Dressing down, dressing up, dressing in Seattle: Waxwings


the book:

Waxwings by Jonathan Raban


published 2003   chapter 3


“… ‘We should see more of each other’ he said. ‘Socially’. And then he was gone. What could that mean? Surely not…Whatever this was about, Beth felt half flattered, half disturbed…
Socially. What Steve Litvinof meant by that was made plain when, at 6.45 am Beth found waiting for her on her keyboard a stiff cream-coloured envelope. Inside was a card headed Northwest Festival of Early Music, and, inside the card, an invitation, printed on opaque rice-paper, to a dinner at The Juergensen Home and ‘featuring’ the Madrona Dowland Consort. [On it was scrawled] Hope you can make it! – Steve.
At nine, she broke off work to call the RSVP number. ‘This is Soraya?’ Mrs Juergensen said, and then, when Beth told her that she and her husband – whose full name she had to spell twice – would love to come, she issued driving instructions from I-5, adding that ‘You can give whatever you like of course, but most people are sending a thousand dollars each. You can send the cheque here, made out to the Northwest Festival of Early Music. See you both on the twentieth!’ For several minutes, Beth sat nauseated at her workstation. And she’d thought he meant sex…

[At the party] Beth was wearing her new strapless, floor-length, black silk-rayon dress by Calvin Klein… [her partner Tom] was the only man in the room who was wearing a tie…[Steve introduced] his wife Joyce, who filled every available inch of her sky-blue jersey pantsuit and might have passed, at a distance, for Steve’s mother…

[On the way home] Beth was in a fume. Livitinof had suckered her twice: first with the invite, then with the fraught hour at Barney’s, where she’d bought the embarrassingly over-formal Calvin Klein thing. Someone really might have mentioned to her that Steve and his cronies were in the habit of undressing for dinner...."



the picture:





observations:

Jonathan Raban is a fabulous writer, and his novels set in Seattle (Waxwings and Surveillance) have particular resonance for anyone who lived there at the turn of the millennium.
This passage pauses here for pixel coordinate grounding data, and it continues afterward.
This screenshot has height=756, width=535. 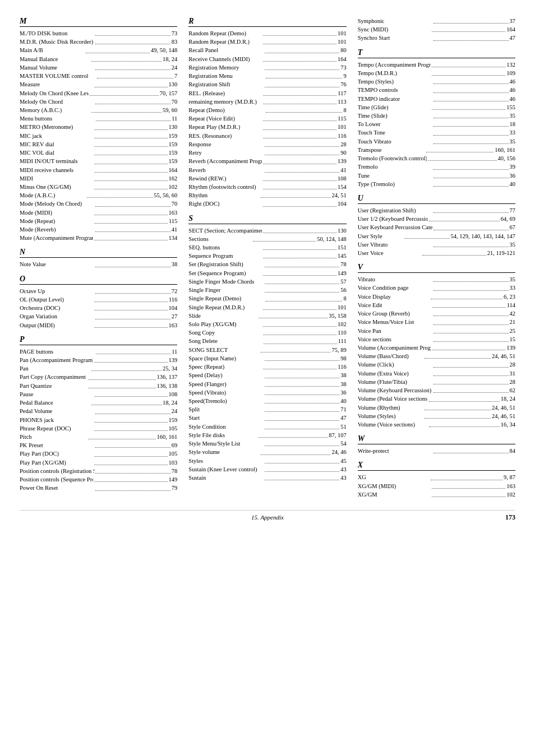 What do you see at coordinates (99, 325) in the screenshot?
I see `index-entry: Output (MIDI)163` at bounding box center [99, 325].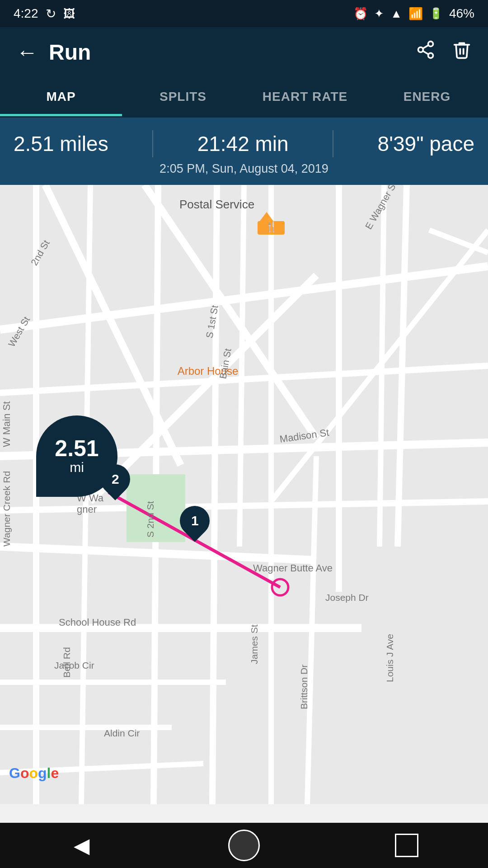 The image size is (488, 868). What do you see at coordinates (244, 845) in the screenshot?
I see `bottom-nav: ◀` at bounding box center [244, 845].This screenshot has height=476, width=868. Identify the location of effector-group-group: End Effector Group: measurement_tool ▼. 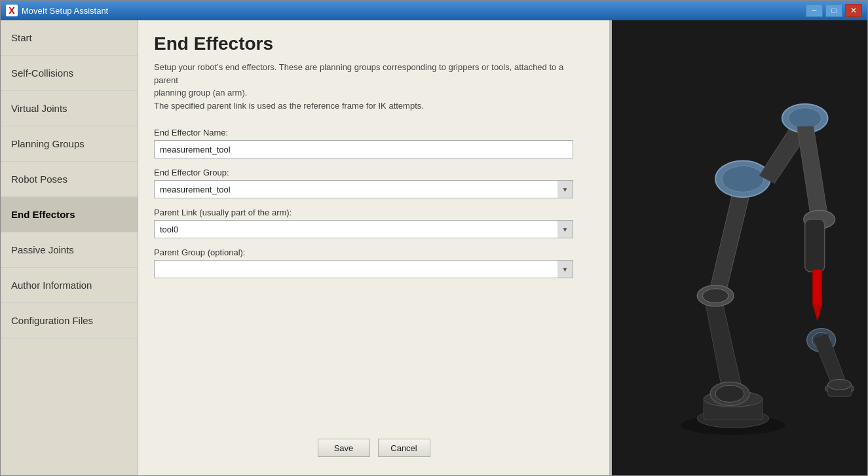
(373, 183). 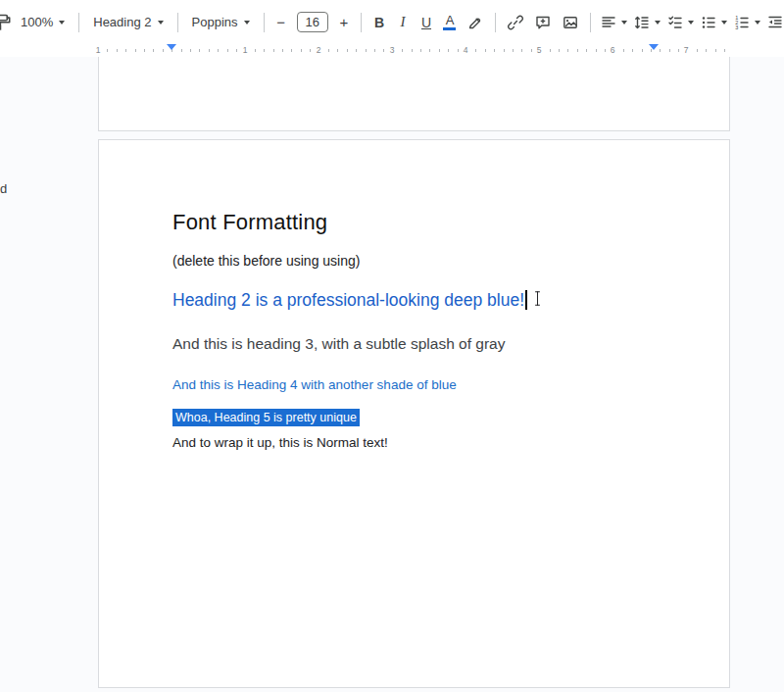 What do you see at coordinates (466, 50) in the screenshot?
I see `ruler-number: 4` at bounding box center [466, 50].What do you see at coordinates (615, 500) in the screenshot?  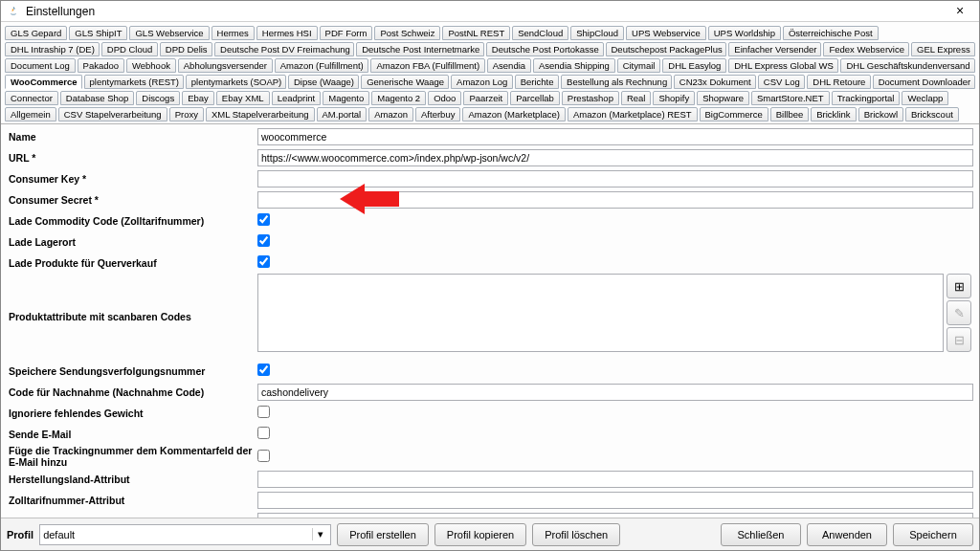 I see `zolltarif-input` at bounding box center [615, 500].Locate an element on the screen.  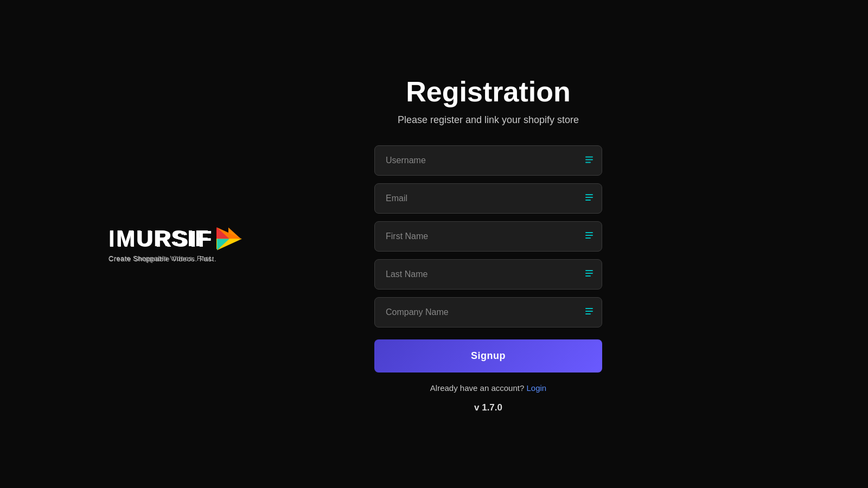
brand-tagline: Create Shoppable Videos. Fast. is located at coordinates (161, 258).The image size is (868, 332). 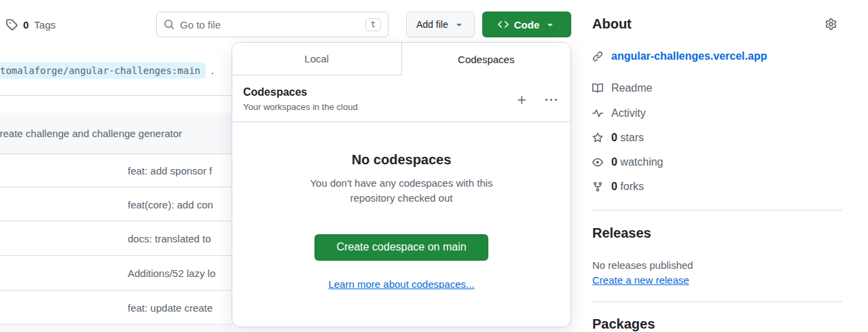 I want to click on stars-label: stars, so click(x=632, y=137).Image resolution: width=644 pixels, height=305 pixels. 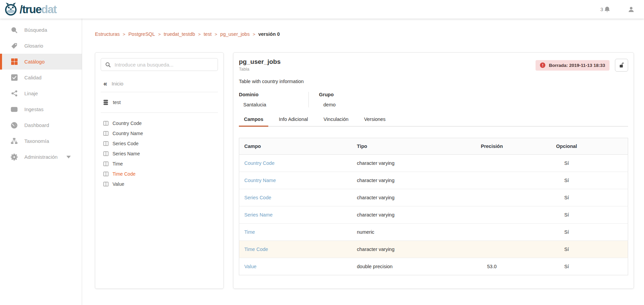 What do you see at coordinates (41, 78) in the screenshot?
I see `sidebar-item-calidad: Calidad` at bounding box center [41, 78].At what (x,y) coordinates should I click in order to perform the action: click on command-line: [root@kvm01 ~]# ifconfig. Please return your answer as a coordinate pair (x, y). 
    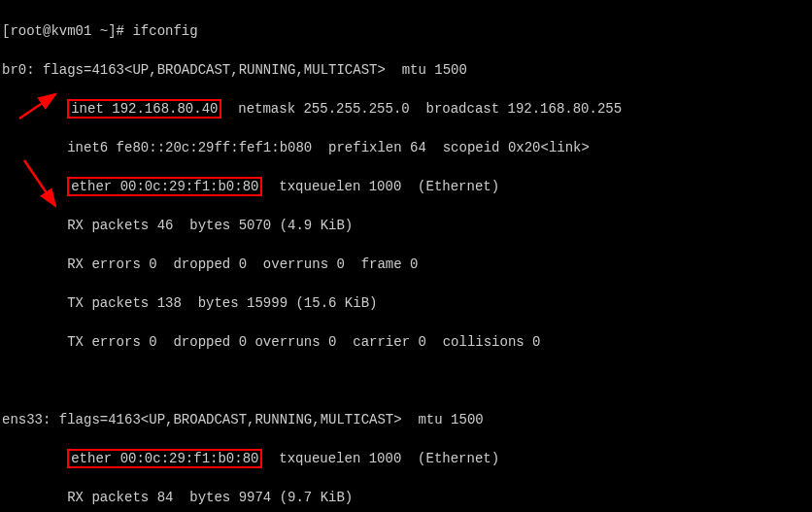
    Looking at the image, I should click on (406, 31).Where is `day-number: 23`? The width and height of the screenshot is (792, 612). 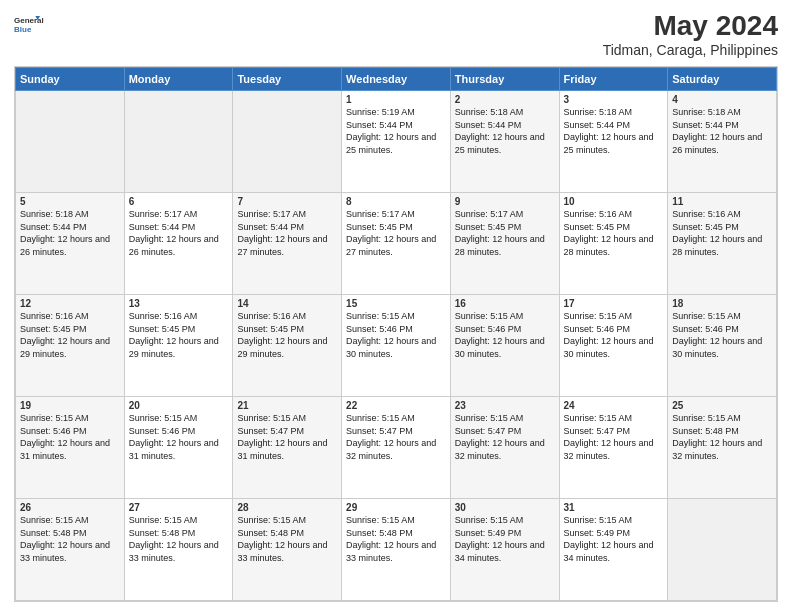
day-number: 23 is located at coordinates (505, 406).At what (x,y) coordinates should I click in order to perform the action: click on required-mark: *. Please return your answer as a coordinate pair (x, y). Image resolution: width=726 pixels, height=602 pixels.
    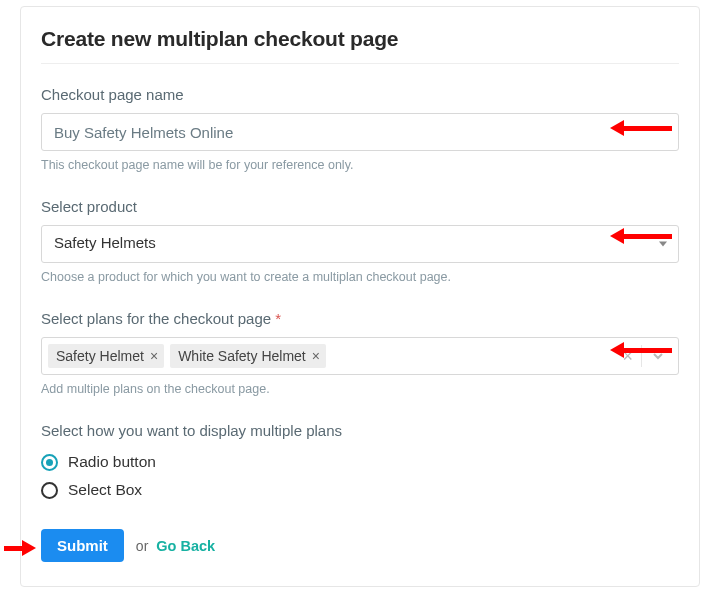
    Looking at the image, I should click on (278, 318).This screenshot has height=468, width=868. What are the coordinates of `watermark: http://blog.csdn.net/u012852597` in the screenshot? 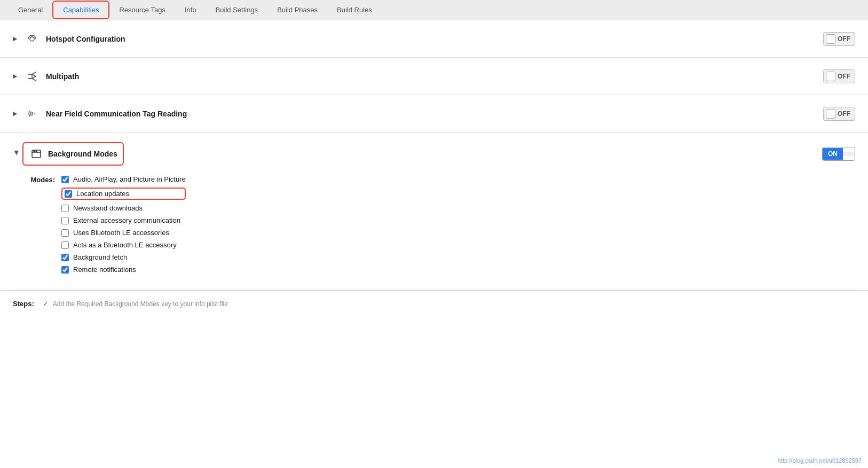 It's located at (820, 461).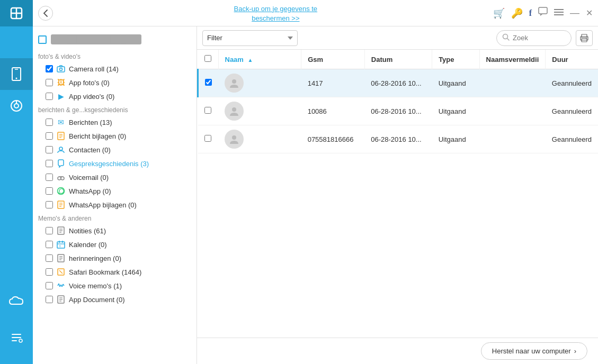  Describe the element at coordinates (456, 111) in the screenshot. I see `row-type-2: Uitgaand` at that location. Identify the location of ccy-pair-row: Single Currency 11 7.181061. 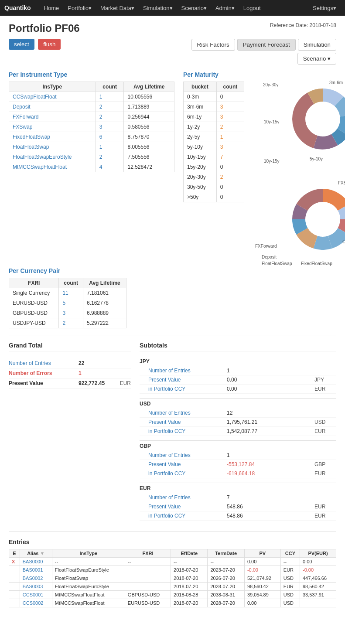
(68, 293).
This is a Seattle social event c 2000 in its full satirical glory: the pleasure that you have been invited out, followed by the realization that it is a fund-raiser (the only thing missing is a charity auction), the attempt to dress up followed by the realization that every single other guest is in ‘Seattle formal’ - casual clothes, quite possibly bought at Eddie Bauer or REI. The party chapter contains - as well as the early music concert - a wonderful description of a rich person’s house on the lake (“he used to be a VP at Microsoft”) -  the brand new lawns, the gigantic rooms and the artwork. The book captures the whole atmosphere of a great city caught up in the dotcom boom. And then there’s the mysteriously philanthropic Shiva Ray…
The picture is of the little-remembered British glamour model and starlet, Sabrina, doing the twist in Sydney in 1962. The photo is from the New South Wales State Library and is featured on Flickr.